Technically, any of the architectures espoused by some of the commentators on this thread will work, and would at least be an order of magnitude better than what is available in the local loop today. One of the commentators, however, did underscore the biggest challenge by far to national broadband. (Even the watered down version consisting of a welter of autonomous municipal networks as is the subject of this thread). And that challenge is the stranglehold that incumbent telcos have on the local loop, and their caustic, anti-progress influence in City Halls, Sate Legislatures, and Washington DC. That is why the Australian NBN serves as a good example of how to wrest control of the local loop plant away from the telcos. In many areas of the US a parallel fiber network is already in place, built out by the Federal School Lunch e-rate program. Here, regrettably, the telcos have exerted their caustic influence by compelling legislators to allow only school and library traffic on the e-rate fiber. As far as a purely technical solution, in my own experience some years ago I worked in the entertainment business in the Burbank/Glendale, Ca. area. Both cites, led by the visionary Burbank Department of Water and Power, built out dark fiber networks. Of course, getting municipal fiber in Glendale required an intense struggle with the incumbent telco, which sent a representative to every city council meeting arguing that municipal fiber was bad for the city residents. David On Sat, Feb 2, 2013 at 6:35 PM, Leo Bicknell <bicknell@ufp.org> wrote:
In a message written on Sat, Feb 02, 2013 at 09:28:06PM -0500, Scott Helms wrote:
I'm not saying that you have to, but that's the most efficient and resilient (both of those are important right?) way of arranging the gear. The exact loop length from the shelves to the end users is up to you and in certain circumstances (generally really compact areas) you can simply home run everyone. Most muni networks don't look that way though because while town centers are generally compact where people (especially the better subdivisions) live is away from the center of town in the US. I can't give you a lot insight on your specific area since I don't know it, but those are the general rules.
If the goal is the minimize the capital outlay of a greenfield build, your model can be more efficient, depending on the geography covered. Basically you're assuming that the active electronics to make a ring are cheaper than building high count fiber back to a central point. There are geographies where that is both true, and not true. I'll give you the benefit of the doubt that you're model is cheaper for a majority of builds.
On the other hand, I am not nearly as interested in minimizing the up front capital cost. It's an issue, sure, but I care much more about the total lifecycle cost. I'd rather spend 20% more up front to end up with 20-80% lower costs over 50 years. My argument is not that high count fiber back to a central location is cheaper in absolute, up front dollars, but that it's at worst a minimal amount more and will have neglegable additonal cost over a 40-80 year service life.
By contrast, the ring topology you suggest may be slightly less expensive up front, but will require the active parts that make up the ring to be swapped out every 7-20 years. I believe that will lead to greater lifecycle cost; and almost importantly impeed development of new services as the existing gear ends up incompatable with newer technologies.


* [EXERCISE]:
Every line of the data below should be repeated exactly, and no picture should be copied.

Element data from apps and pages:

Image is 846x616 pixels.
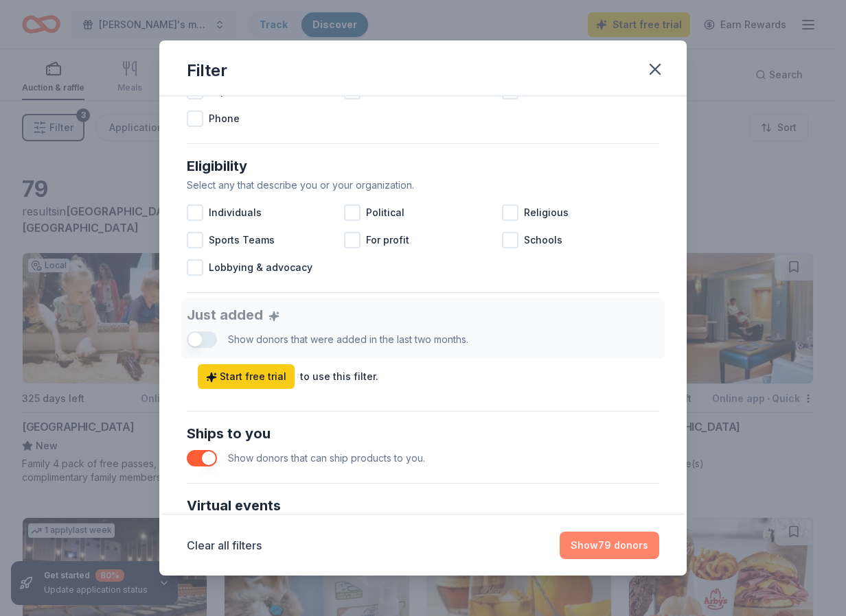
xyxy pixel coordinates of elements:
[209,205,262,221] span: Individuals
[197,364,295,389] a: Start free trial
[187,155,659,177] div: Eligibility
[187,59,227,82] div: Filter
[209,232,275,249] span: Sports Teams
[300,368,378,385] div: to use this filter.
[187,177,659,193] div: Select any that describe you or your organization.
[524,205,568,221] span: Religious
[366,205,405,221] span: Political
[228,452,425,464] span: Show donors that can ship products to you.
[366,232,409,249] span: For profit
[559,532,659,559] button: Show79 donors
[187,423,659,444] div: Ships to you
[187,495,659,517] div: Virtual events
[187,537,262,553] button: Clear all filters
[206,368,287,385] span: Start free trial
[524,232,563,249] span: Schools
[209,259,312,276] span: Lobbying & advocacy
[209,111,240,127] span: Phone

* [ANSWER SECTION]:
Image is 846x616 pixels.
xyxy pixel coordinates of elements:
[209,205,262,221] span: Individuals
[197,364,295,389] a: Start free trial
[187,155,659,177] div: Eligibility
[187,59,227,82] div: Filter
[209,232,275,249] span: Sports Teams
[300,368,378,385] div: to use this filter.
[187,177,659,193] div: Select any that describe you or your organization.
[524,205,568,221] span: Religious
[366,205,405,221] span: Political
[228,452,425,464] span: Show donors that can ship products to you.
[366,232,409,249] span: For profit
[559,532,659,559] button: Show79 donors
[187,423,659,444] div: Ships to you
[187,495,659,517] div: Virtual events
[187,537,262,553] button: Clear all filters
[206,368,287,385] span: Start free trial
[524,232,563,249] span: Schools
[209,259,312,276] span: Lobbying & advocacy
[209,111,240,127] span: Phone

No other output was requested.